The Miller found 9.2% of deals above ask; Manhattan Loft Guy, not so much

playing with numbers (he wins)
This week my favorite numbers geek for the Manhattan residential real estate coop and condo market weighed in with his (semi) regular Curbed feature, Three Cents Worth, with A Look at Overpaying in Manhattan on February 15. The text contains The Miller’s analysis of sales above the last asking price since July 2008, but the monthly numbers and trends are easier to see in The Big Chart .

This category of the market became a conversation piece for him recently (“It’s come up as a topic in a number of conversations I’ve had with real estate agents recently so I thought I’d look further into it”), as it has for me. Maybe it is simply that above-ask sales are bright shiny objects that naturally draw attention; maybe they really are rare things that have meaning.

I have noted a few above-ask Manhattan loft deals in recent blog posts (e.g., February 15, 18 Leonard Street penthouse (not really a) loft fits a bidding war into 3 weeks, January 26, gut job loft at 395 Broadway provokes war, gets $1,000/ft, January 11, 53 N. Moore Street loft flies (yes) off the shelf, above ask) and have been tempted to look at my loft data more systematically. The Miller’s inspiration (and base line), plus the weekend, give me all the prompting I need.

The Miller’s key take-away:

While the market share for sales above list price has been rising since mid 2009, the premium being paid above list has generally fallen over the past 2 years until recently

His January 2011 data shows the highest ‘market share’ for ask+ deals in about the last 30 months:

– 9.2% of Manhattan apartment sales exceeded the list price at time of sale in January 2011.

– Of those 9.2%, the purchase price was 5.3% higher than list price at the time of sale

the guy is a tease
Sometimes I wish I had more excuses for stuff in (or not in) Manhattan Loft Guy posts that did not directly implicate … me. For example, The Miller is comfortable blaming “the insanely overbearing Curbed staff” for only taking the data back to July 2008; I generally have only myself to blame if I cut off a blog post with a Note To Self for further review. (As I did yesterday with the pregnant mention that there were 13 other 2010 sales that could test an apparent trend: recent Grand Madison sale shows 225 Fifth Avenue lofts still treading water.) Note To Self: start blaming the Curbed staff.

After blaming the Curbed Folk, The Miller drops this confident-but-not-yet-proven nugget, with his bolding:

I plan to build more historical data and I am fairly certain the market share for sales above list price was at least a third of all sales, probably more, during the housing/credit boom

Manhattan loft data is different (weaker)
Obviously, breaking up sales data into small pieces is awkward, as there is a lot of noise is small numbers.
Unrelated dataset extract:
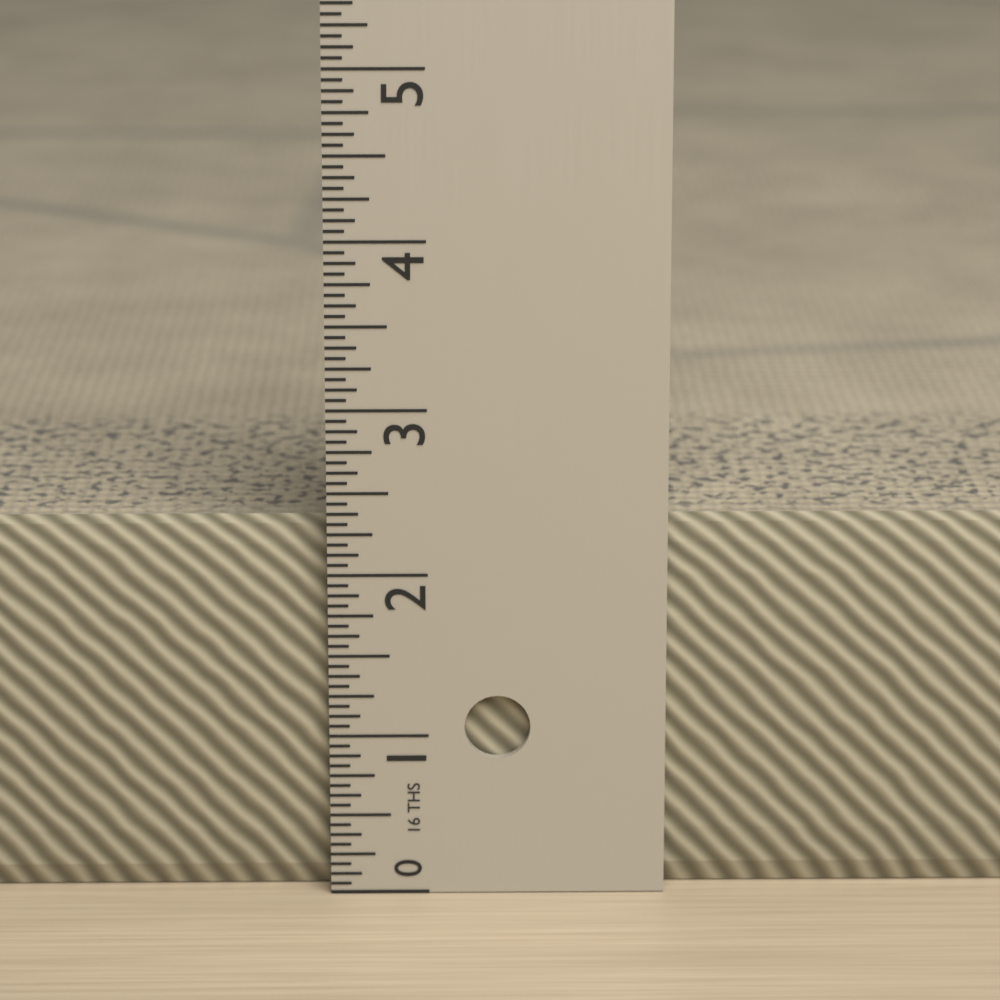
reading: 2.3125 in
If that is a problem for month-by-month segments of the overall Manhattan market problem, it is significantly exacerbated for a niche like loft sales. But in the spirit of having fun with numbers, let’s see what the quarterly loft data looks like, taken from my Master List of Manhattan Lofts Sold Since November 2008 (raw number of loft closings above ask, then as a percentage of loft sales):

1Q09 0 0%
2Q 0 0%
3Q 2 1.5%
4Q 2 1.5%
1Q10 7 5%
2Q 11 6.6%
3Q 11 8.1%
4Q 9 6.8%

If there is any validity to these small numbers at all, the take-away is that there were very. very, very few above-ask loft sales in Manhattan in 2009: only 4 all year. Each quarter of 2010 had more than all of 2009, representing from 5% to 8.1% of the total loft sales by quarter.

Hardly surprising data. And very weak at these levels, but kinda fun, no? Sorta??
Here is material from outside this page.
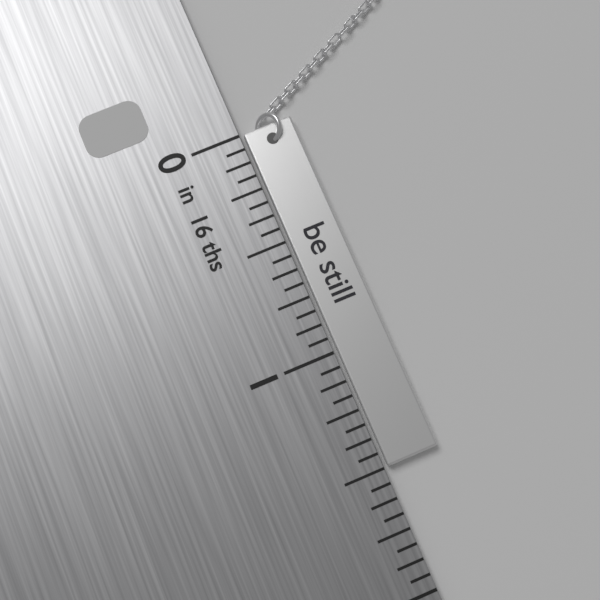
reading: 1.5000 in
Even The Miller’s data is subject to … errr … unnatural volatility (did I just make up a concept in Statistics?). His February 2009 spike shows the perils of slicing and dicing finely: in retrospect, that was a clearly out-of-trend month.

more fun?
Because this was so much fun, even with small numbers, I also counted Manhattan loft sales AT the asking price. (Again, first the raw number of loft closings at ask, then as a percentage of loft sales): 

1Q09 4 0.67%
2Q 2 0.25%
3Q 9 6.67%
4Q 5 3.8%
1Q10 10 8.5%
2Q 10 6%
3Q 12 8.8%
4Q 7 5.3%

Again, not surprising data, but still weak. Counting At-Ask loft sales shows a change after the first half of 2009, and a (very rough) stability after that.

I went back and edited Master List of Manhattan Lofts Sold Since November 2008 to show Above Ask deals in green in the closed column and At Ask deals in yellow in the ask column. Perhaps this will prove useful (or, at least interesting) going forward.

Stay warm, and hold onto your hats today!